How-to guides on SPOOLED are owner-written. Someone bought the part, did the install, took photos along the way, and wrote up what they wished they'd known going in. The result is the kind of installation guide you can't buy from the manufacturer or find in a forum thread that died in 2014: torque specs the instructions left out, gotchas only visible at step 7, and time estimates that match real life.
What you can find on /howto
- Step-by-step installs — usually 8–25 steps with a photo per step.
- Time and difficulty estimates — written by the author after the fact, so they reflect the actual job, not the optimistic instruction sheet.
- Tools required — listed up front so you don't pull off a panel and discover you need a 14mm hex socket you don't own.
- Linked mod page — every how-to attaches to the catalog page for the part being installed, so you can click through to reviews and authoritative buy links.
- Linked author build — see the rest of the author's mod list so you can judge whether their experience is comparable to yours.
- Comments thread — questions and answers below each guide; often the most useful part for edge cases.

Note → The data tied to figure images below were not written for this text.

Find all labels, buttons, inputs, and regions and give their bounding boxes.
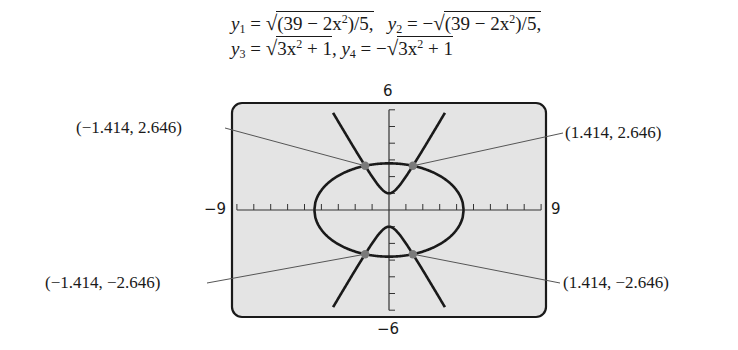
ymax-label: 6	[383, 82, 393, 100]
intersection-point-top-right	[409, 162, 417, 170]
intersection-point-bottom-left	[361, 250, 369, 258]
intersection-point-top-left	[361, 162, 369, 170]
label-top-left: (−1.414, 2.646)	[76, 118, 182, 138]
xmin-label: −9	[204, 200, 226, 218]
ymin-label: −6	[377, 320, 399, 338]
label-bottom-right: (1.414, −2.646)	[563, 273, 669, 293]
xmax-label: 9	[551, 200, 561, 218]
calculator-graph-screen	[0, 0, 738, 350]
label-top-right: (1.414, 2.646)	[565, 123, 661, 143]
label-bottom-left: (−1.414, −2.646)	[45, 273, 161, 293]
intersection-point-bottom-right	[409, 250, 417, 258]
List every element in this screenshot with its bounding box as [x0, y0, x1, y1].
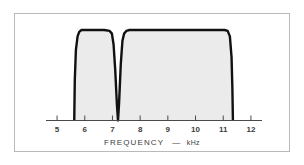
x-axis-tick-label: 5	[55, 125, 60, 134]
filter-response-chart: 56789101112 FREQUENCY — kHz	[0, 0, 304, 165]
x-axis-tick-label: 8	[138, 125, 143, 134]
response-curve-fill	[74, 30, 233, 121]
x-axis-title: FREQUENCY — kHz	[104, 138, 200, 147]
x-axis-unit-text: kHz	[187, 139, 200, 146]
x-axis-tick-label: 12	[246, 125, 255, 134]
x-axis-tick-labels: 56789101112	[55, 125, 256, 134]
x-axis-tick-label: 6	[83, 125, 88, 134]
x-axis-tick-label: 9	[166, 125, 171, 134]
x-axis-tick-label: 7	[110, 125, 115, 134]
x-axis-tick-label: 11	[219, 125, 228, 134]
x-axis-title-text: FREQUENCY	[104, 138, 164, 147]
x-axis-tick-label: 10	[191, 125, 200, 134]
figure-container: 56789101112 FREQUENCY — kHz	[0, 0, 304, 165]
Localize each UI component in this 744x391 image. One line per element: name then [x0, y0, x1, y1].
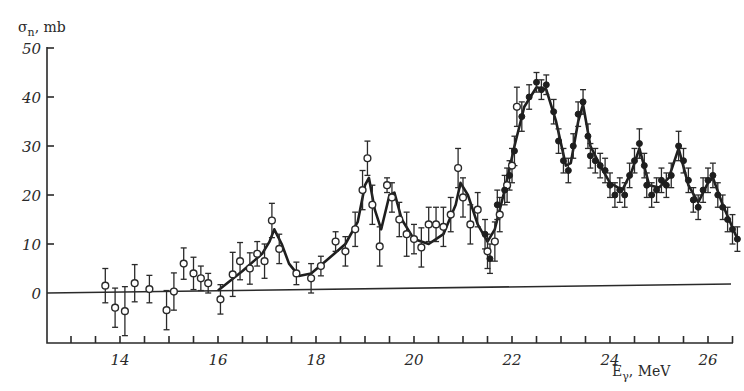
open-circle-point: [261, 258, 268, 265]
x-tick-label: 20: [403, 351, 424, 369]
open-circle-point: [364, 155, 371, 162]
filled-circle-point: [641, 163, 647, 169]
filled-circle-point: [734, 236, 740, 242]
filled-circle-point: [644, 182, 650, 188]
cross-section-chart: 0102030405014161820222426 σn, mb Eγ, MeV: [0, 0, 744, 391]
filled-circle-point: [556, 138, 562, 144]
y-tick-label: 20: [21, 187, 42, 205]
filled-circle-point: [592, 158, 598, 164]
open-circle-point: [389, 194, 396, 201]
x-tick-label: 18: [306, 351, 325, 369]
filled-circle-point: [649, 192, 655, 198]
axis-titles: σn, mb Eγ, MeV: [18, 19, 671, 383]
filled-circle-point: [617, 187, 623, 193]
filled-circle-point: [663, 182, 669, 188]
open-circle-point: [403, 231, 410, 238]
x-tick-label: 14: [110, 351, 129, 369]
filled-circle-point: [538, 87, 544, 93]
open-circle-point: [369, 201, 376, 208]
y-title-symbol: σ: [18, 19, 28, 35]
filled-circle-point: [668, 172, 674, 178]
filled-circle-point: [511, 148, 517, 154]
open-circle-point: [496, 211, 503, 218]
filled-circle-point: [587, 153, 593, 159]
open-circle-point: [332, 238, 339, 245]
filled-circle-point: [720, 204, 726, 210]
y-title-subscript: n: [28, 26, 35, 39]
open-circle-point: [425, 221, 432, 228]
filled-circle-point: [705, 177, 711, 183]
error-bars: [102, 73, 740, 336]
x-tick-label: 16: [208, 351, 228, 369]
open-circle-point: [433, 221, 440, 228]
x-tick-label: 26: [697, 351, 718, 369]
open-circle-point: [342, 248, 349, 255]
open-circle-point: [352, 226, 359, 233]
open-circle-point: [102, 282, 109, 289]
y-tick-label: 50: [22, 40, 42, 58]
open-circle-point: [269, 217, 276, 224]
filled-circle-point: [507, 172, 513, 178]
filled-circle-point: [580, 99, 586, 105]
filled-circle-point: [632, 158, 638, 164]
filled-circle-point: [715, 192, 721, 198]
filled-circle-point: [560, 158, 566, 164]
y-tick-label: 10: [22, 236, 42, 254]
y-axis-title: σn, mb: [18, 19, 66, 39]
open-circle-point: [440, 223, 447, 230]
open-circle-point: [467, 221, 474, 228]
x-tick-label: 22: [501, 351, 521, 369]
open-circle-point: [396, 216, 403, 223]
open-circle-point: [384, 182, 391, 189]
filled-circle-point: [551, 109, 557, 115]
open-circle-point: [217, 296, 224, 303]
filled-circle-point: [612, 192, 618, 198]
filled-circle-point: [658, 177, 664, 183]
filled-circle-point: [487, 256, 493, 262]
open-circle-point: [171, 288, 178, 295]
filled-circle-point: [575, 111, 581, 117]
open-circle-point: [359, 187, 366, 194]
filled-circle-point: [654, 187, 660, 193]
filled-circle-point: [482, 231, 488, 237]
open-circle-point: [318, 263, 325, 270]
open-circle-point: [190, 270, 197, 277]
filled-circle-point: [725, 217, 731, 223]
open-circle-point: [146, 286, 153, 293]
filled-circle-point: [519, 114, 525, 120]
filled-circle-point: [526, 94, 532, 100]
open-circle-point: [246, 265, 253, 272]
open-circle-point: [455, 165, 462, 172]
filled-circle-point: [585, 133, 591, 139]
open-circle-point: [122, 308, 129, 315]
open-circle-point: [254, 250, 261, 257]
open-circle-point: [474, 206, 481, 213]
open-circle-point: [112, 304, 119, 311]
filled-circle-point: [622, 192, 628, 198]
open-circle-point: [229, 271, 236, 278]
open-circle-point: [197, 275, 204, 282]
y-title-unit: , mb: [35, 19, 66, 35]
open-circle-point: [293, 270, 300, 277]
open-circle-point: [237, 258, 244, 265]
filled-circle-point: [543, 82, 549, 88]
open-circle-point: [509, 162, 516, 169]
filled-circle-point: [700, 187, 706, 193]
filled-circle-point: [494, 202, 500, 208]
filled-circle-point: [690, 197, 696, 203]
open-circle-point: [484, 248, 491, 255]
open-circle-point: [308, 275, 315, 282]
open-circle-point: [205, 280, 212, 287]
x-axis-title: Eγ, MeV: [612, 363, 671, 383]
open-circle-point: [418, 244, 425, 251]
filled-circle-point: [681, 158, 687, 164]
open-circle-point: [276, 246, 283, 253]
open-circle-point: [447, 211, 454, 218]
open-circle-point: [376, 243, 383, 250]
filled-circle-point: [502, 187, 508, 193]
open-circle-point: [131, 280, 138, 287]
filled-circle-point: [534, 79, 540, 85]
y-tick-label: 40: [21, 89, 42, 107]
filled-circle-point: [602, 168, 608, 174]
open-circle-point: [163, 307, 170, 314]
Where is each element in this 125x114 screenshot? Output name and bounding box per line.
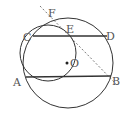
label-A: A xyxy=(12,76,22,89)
label-D: D xyxy=(106,30,115,43)
segment-AB xyxy=(26,76,111,77)
label-B: B xyxy=(112,75,120,88)
label-F: F xyxy=(48,7,56,20)
label-E: E xyxy=(66,23,74,36)
label-C: C xyxy=(23,31,31,44)
center-point-O xyxy=(66,62,69,65)
geometry-diagram: A B C D E F O xyxy=(0,0,125,114)
label-O: O xyxy=(70,57,79,70)
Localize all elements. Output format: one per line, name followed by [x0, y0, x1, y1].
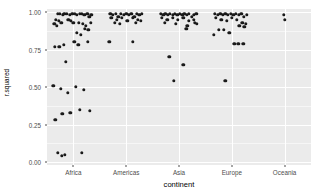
data-point	[61, 112, 64, 115]
data-point	[120, 16, 123, 19]
data-point	[77, 21, 80, 24]
data-point	[171, 16, 174, 19]
data-point	[66, 91, 69, 94]
data-point	[62, 43, 65, 46]
gridline-major-x	[179, 9, 180, 165]
data-point	[245, 13, 248, 16]
data-point	[110, 16, 113, 19]
x-tick-label-oceania: Oceania	[273, 169, 296, 176]
data-point	[182, 16, 185, 19]
data-point	[225, 19, 228, 22]
data-point	[53, 45, 56, 48]
data-point	[185, 27, 188, 30]
data-point	[118, 22, 121, 25]
data-point	[88, 109, 91, 112]
data-point	[187, 19, 190, 22]
data-point	[60, 154, 63, 157]
x-axis-title: continent	[47, 180, 311, 189]
x-tick-label-asia: Asia	[173, 169, 185, 176]
gridline-major-x	[126, 9, 127, 165]
data-point	[160, 16, 163, 19]
x-tick-label-group: AfricaAmericasAsiaEuropeOceania	[47, 169, 311, 180]
y-tick-label: 0.75	[14, 46, 41, 53]
x-axis-title-label: continent	[164, 180, 195, 189]
data-point	[140, 12, 143, 15]
data-point	[174, 22, 177, 25]
data-point	[230, 16, 233, 19]
data-point	[139, 19, 142, 22]
data-point	[243, 25, 246, 28]
y-axis-title: r.squared	[0, 0, 14, 165]
data-point	[74, 85, 77, 88]
data-point	[134, 21, 137, 24]
data-point	[172, 79, 175, 82]
data-point	[235, 18, 238, 21]
data-point	[236, 42, 239, 45]
data-point	[283, 18, 286, 21]
x-tick-mark	[73, 165, 74, 167]
data-point	[75, 31, 78, 34]
data-point	[79, 33, 82, 36]
y-tick-label: 0.25	[14, 121, 41, 128]
data-point	[57, 45, 60, 48]
data-point	[108, 40, 111, 43]
data-point	[214, 16, 217, 19]
data-point	[63, 153, 66, 156]
data-point	[64, 60, 67, 63]
data-point	[242, 42, 245, 45]
data-point	[60, 21, 63, 24]
y-axis-title-label: r.squared	[4, 69, 11, 97]
data-point	[131, 40, 134, 43]
data-point	[82, 88, 85, 91]
x-tick-mark	[126, 165, 127, 167]
x-tick-label-africa: Africa	[65, 169, 81, 176]
data-point	[212, 33, 215, 36]
x-tick-mark	[231, 165, 232, 167]
x-tick-label-europe: Europe	[222, 169, 242, 176]
data-point	[237, 24, 240, 27]
scatter-plot-figure: r.squared 0.000.250.500.751.00 AfricaAme…	[0, 0, 318, 196]
data-point	[126, 19, 129, 22]
data-point	[227, 31, 230, 34]
x-tick-mark	[179, 165, 180, 167]
y-tick-label: 1.00	[14, 9, 41, 16]
y-tick-label: 0.00	[14, 159, 41, 166]
gridline-major-x	[232, 9, 233, 165]
data-point	[168, 55, 171, 58]
data-point	[72, 21, 75, 24]
data-point	[78, 108, 81, 111]
data-point	[80, 151, 83, 154]
x-tick-mark	[284, 165, 285, 167]
data-point	[182, 63, 185, 66]
y-tick-label-group: 0.000.250.500.751.00	[14, 0, 41, 196]
data-point	[59, 87, 62, 90]
y-tick-label: 0.50	[14, 84, 41, 91]
data-point	[195, 22, 198, 25]
data-point	[55, 24, 58, 27]
data-point	[163, 21, 166, 24]
data-point	[90, 13, 93, 16]
data-point	[69, 111, 72, 114]
data-point	[195, 12, 198, 15]
data-point	[113, 21, 116, 24]
plot-panel	[47, 9, 311, 165]
data-point	[86, 40, 89, 43]
gridline-major-x	[285, 9, 286, 165]
x-tick-label-americas: Americas	[113, 169, 139, 176]
data-point	[131, 16, 134, 19]
data-point	[220, 18, 223, 21]
data-point	[89, 21, 92, 24]
data-point	[54, 118, 57, 121]
data-point	[224, 79, 227, 82]
data-point	[166, 18, 169, 21]
data-point	[76, 43, 79, 46]
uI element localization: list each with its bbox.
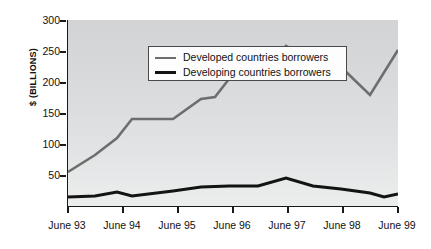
x-axis-ticks: June 93 June 94 June 95 June 96 June 97 … [0,0,431,249]
x-tick-mark-2 [122,207,124,213]
x-tick-mark-6 [342,207,344,213]
chart-figure: $ (BILLIONS) 300 250 200 150 100 50 Deve… [0,0,431,249]
x-tick-mark-3 [177,207,179,213]
x-tick-label-3: June 95 [158,219,195,231]
x-tick-label-7: June 99 [378,219,415,231]
x-tick-mark-4 [232,207,234,213]
x-tick-label-6: June 98 [323,219,360,231]
x-tick-label-4: June 96 [213,219,250,231]
x-tick-mark-1 [67,207,69,213]
x-tick-mark-7 [397,207,399,213]
x-tick-label-5: June 97 [268,219,305,231]
x-tick-label-2: June 94 [103,219,140,231]
x-tick-mark-5 [287,207,289,213]
x-tick-label-1: June 93 [48,219,85,231]
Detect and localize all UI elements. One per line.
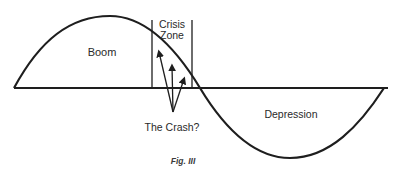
arrow-icon (172, 66, 173, 112)
boom-label: Boom (88, 46, 117, 58)
business-cycle-diagram: Boom Crisis Zone Depression The Crash? F… (0, 0, 399, 180)
depression-label: Depression (264, 108, 317, 120)
figure-caption: Fig. III (171, 156, 196, 166)
crisis-zone-label-line2: Zone (160, 29, 184, 41)
cycle-curve (14, 16, 384, 158)
arrow-icon (159, 52, 173, 112)
arrow-icon (173, 79, 184, 112)
the-crash-label: The Crash? (145, 121, 200, 133)
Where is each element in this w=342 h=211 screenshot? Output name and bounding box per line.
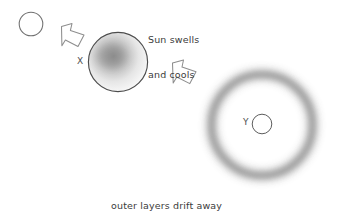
marker-label-x: X	[77, 57, 83, 66]
stellar-evolution-diagram: Sun swells and cools outer layers drift …	[0, 0, 342, 211]
caption-sun-swells-line1: Sun swells	[148, 34, 199, 46]
caption-outer-layers-line1: outer layers drift away	[111, 200, 238, 211]
present-sun-icon	[19, 12, 43, 36]
caption-sun-swells-line2: and cools	[148, 69, 199, 81]
arrow-sun-to-swollen-icon	[62, 24, 85, 47]
caption-outer-layers: outer layers drift away exposing a white…	[111, 177, 238, 211]
caption-sun-swells: Sun swells and cools	[148, 11, 199, 103]
marker-label-y: Y	[243, 118, 249, 127]
white-dwarf-icon	[252, 114, 272, 134]
swollen-sun-icon	[88, 32, 147, 91]
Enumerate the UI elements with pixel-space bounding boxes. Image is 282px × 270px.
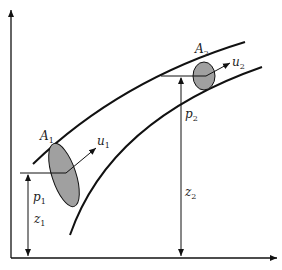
label-u2: u2 [232, 55, 245, 71]
bernoulli-pipe-diagram: A1 u1 p1 z1 A2 u2 p2 z2 [0, 0, 282, 270]
label-a2: A2 [194, 42, 209, 58]
pipe-lower-wall [70, 67, 262, 235]
label-u1: u1 [97, 134, 110, 150]
label-z2: z2 [184, 185, 196, 201]
section-1: A1 u1 p1 z1 [20, 129, 110, 256]
label-a1: A1 [39, 129, 54, 145]
cross-section-a1 [42, 140, 85, 210]
label-z1: z1 [33, 212, 45, 228]
section-2: A2 u2 p2 z2 [161, 42, 245, 256]
label-p1: p1 [33, 190, 46, 206]
axes [11, 10, 277, 258]
pipe [33, 42, 262, 235]
label-p2: p2 [185, 107, 198, 123]
pipe-upper-wall [33, 42, 245, 164]
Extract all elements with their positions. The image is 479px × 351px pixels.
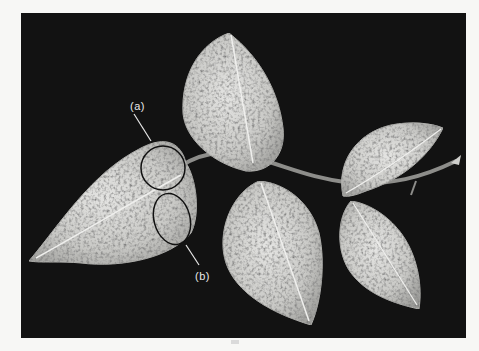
annotation-a-pointer	[134, 114, 151, 141]
leaflet-bottom-right	[340, 201, 420, 309]
stem-thorn	[411, 181, 416, 195]
annotation-b-label: (b)	[195, 270, 210, 282]
annotation-a-label: (a)	[130, 100, 145, 112]
scan-artifact	[231, 340, 239, 344]
leaflet-top-right	[342, 123, 443, 196]
leaflet-bottom-center	[223, 181, 322, 325]
annotation-b-pointer	[186, 245, 199, 265]
leaf-illustration	[21, 13, 466, 338]
leaflet-top-center	[183, 33, 284, 171]
leaf-photograph: (a) (b)	[21, 13, 466, 338]
leaflet-large-left	[29, 142, 196, 265]
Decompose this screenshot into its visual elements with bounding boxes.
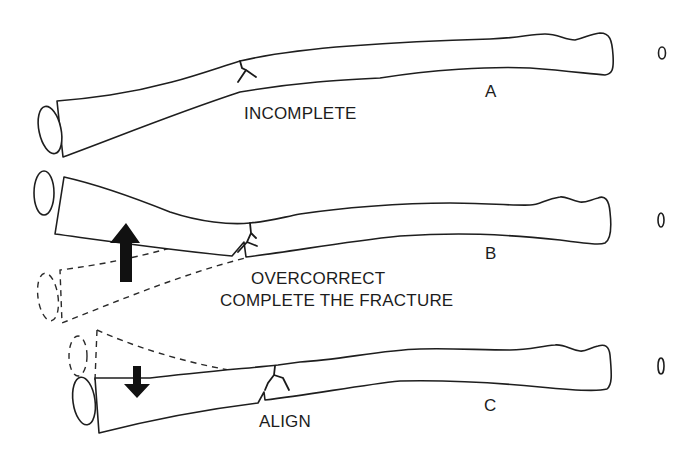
panel-b-caption-line1: OVERCORRECT [251,270,385,287]
panel-b-letter: B [485,245,497,262]
diagram-artwork [0,0,697,455]
panel-c-caption: ALIGN [259,413,311,430]
panel-c-bone [70,345,664,433]
panel-c-letter: C [484,397,496,414]
panel-a-caption: INCOMPLETE [244,105,357,122]
panel-b-caption-line2: COMPLETE THE FRACTURE [220,292,453,309]
panel-a-letter: A [485,83,497,100]
fracture-reduction-diagram: INCOMPLETE A B OVERCORRECT COMPLETE THE … [0,0,697,455]
panel-a-bone [34,33,665,157]
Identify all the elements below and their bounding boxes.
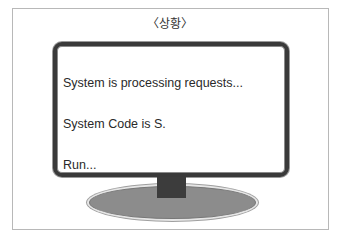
monitor-screen: System is processing requests... System … (53, 42, 289, 177)
terminal-line: Run... (63, 159, 250, 173)
monitor-stand-neck (157, 177, 186, 198)
terminal-line: System is processing requests... (63, 77, 250, 91)
situation-title: 〈상황〉 (0, 14, 340, 31)
terminal-line: System Code is S. (63, 118, 250, 132)
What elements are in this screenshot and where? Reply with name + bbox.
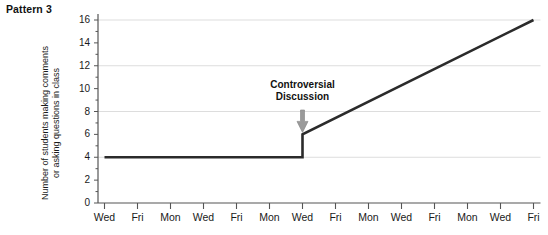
y-tick-label: 16	[64, 15, 90, 25]
x-tick-label: Fri	[514, 211, 548, 223]
annotation-arrow-icon	[297, 110, 308, 132]
y-tick-label: 8	[64, 107, 90, 117]
annotation-controversial-discussion: Controversial Discussion	[248, 79, 358, 103]
y-tick-label: 0	[64, 198, 90, 208]
y-axis-title: Number of students making comments or as…	[40, 28, 62, 218]
y-tick-label: 10	[64, 84, 90, 94]
page-title: Pattern 3	[6, 3, 52, 15]
axis-lines	[98, 14, 541, 203]
chart-container: Pattern 3 Number of students making comm…	[0, 0, 548, 235]
y-tick-label: 12	[64, 61, 90, 71]
y-tick-label: 6	[64, 129, 90, 139]
x-axis-ticks	[105, 203, 534, 209]
y-tick-label: 4	[64, 152, 90, 162]
y-tick-label: 2	[64, 175, 90, 185]
y-tick-label: 14	[64, 38, 90, 48]
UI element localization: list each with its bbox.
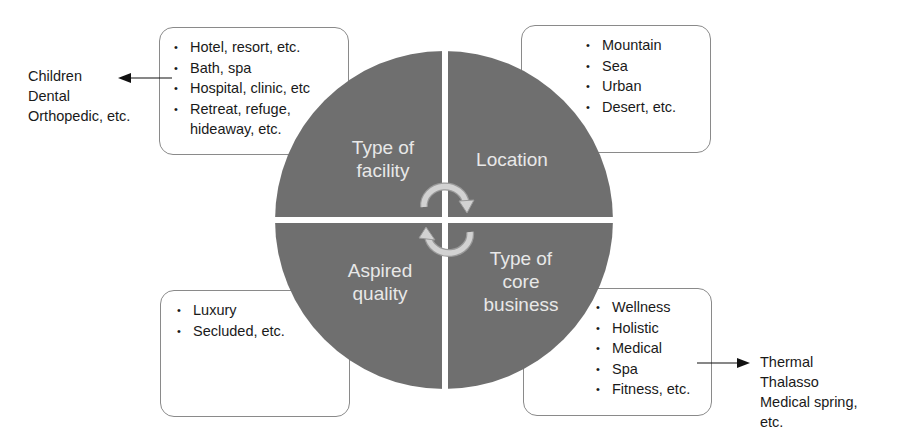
quadrant-label-type-of-facility: Type of facility — [333, 136, 433, 182]
quadrant-label-type-of-core-business: Type of core business — [466, 247, 576, 316]
arrow-right-icon — [697, 358, 750, 368]
quadrant-label-location: Location — [462, 148, 562, 171]
quadrant-top-left — [270, 45, 442, 217]
spa-types-callout: Thermal Thalasso Medical spring, etc. — [760, 352, 858, 432]
quadrant-top-right — [448, 45, 618, 217]
facility-specialties-callout: Children Dental Orthopedic, etc. — [28, 66, 130, 126]
quadrant-bottom-left — [270, 223, 442, 393]
quadrant-label-aspired-quality: Aspired quality — [330, 259, 430, 305]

Recently published how-to guides
Most recent first. Mark a guide helpful from its detail page to award PSI to the author.
Marking helpful and marking completed
Every how-to has two reader actions: Mark Helpful and Mark Completed. Helpful means the guide is well-written and useful; Completed means you actually followed it through to a working install. Both award PSI to the author. Completed votes are the highest-signal feedback an author gets — they confirm the instructions actually translate to a finished install on a different car.
Writing a how-to of your own
From the compose flow, pick post type How-To, attach the mod the guide is for, and document the install as you do it. Take a photo per step — even bad photos are useful, the angle and sequence matter more than the lighting. Add torque specs and tool sizes inline.
Good how-to guides are the highest-leverage thing you can post on SPOOLED. They show up in search, in the catalog page for the related mod, and in feeds; they tend to accumulate helpful votes for years; and they're the single biggest PSI-earning content type on the platform.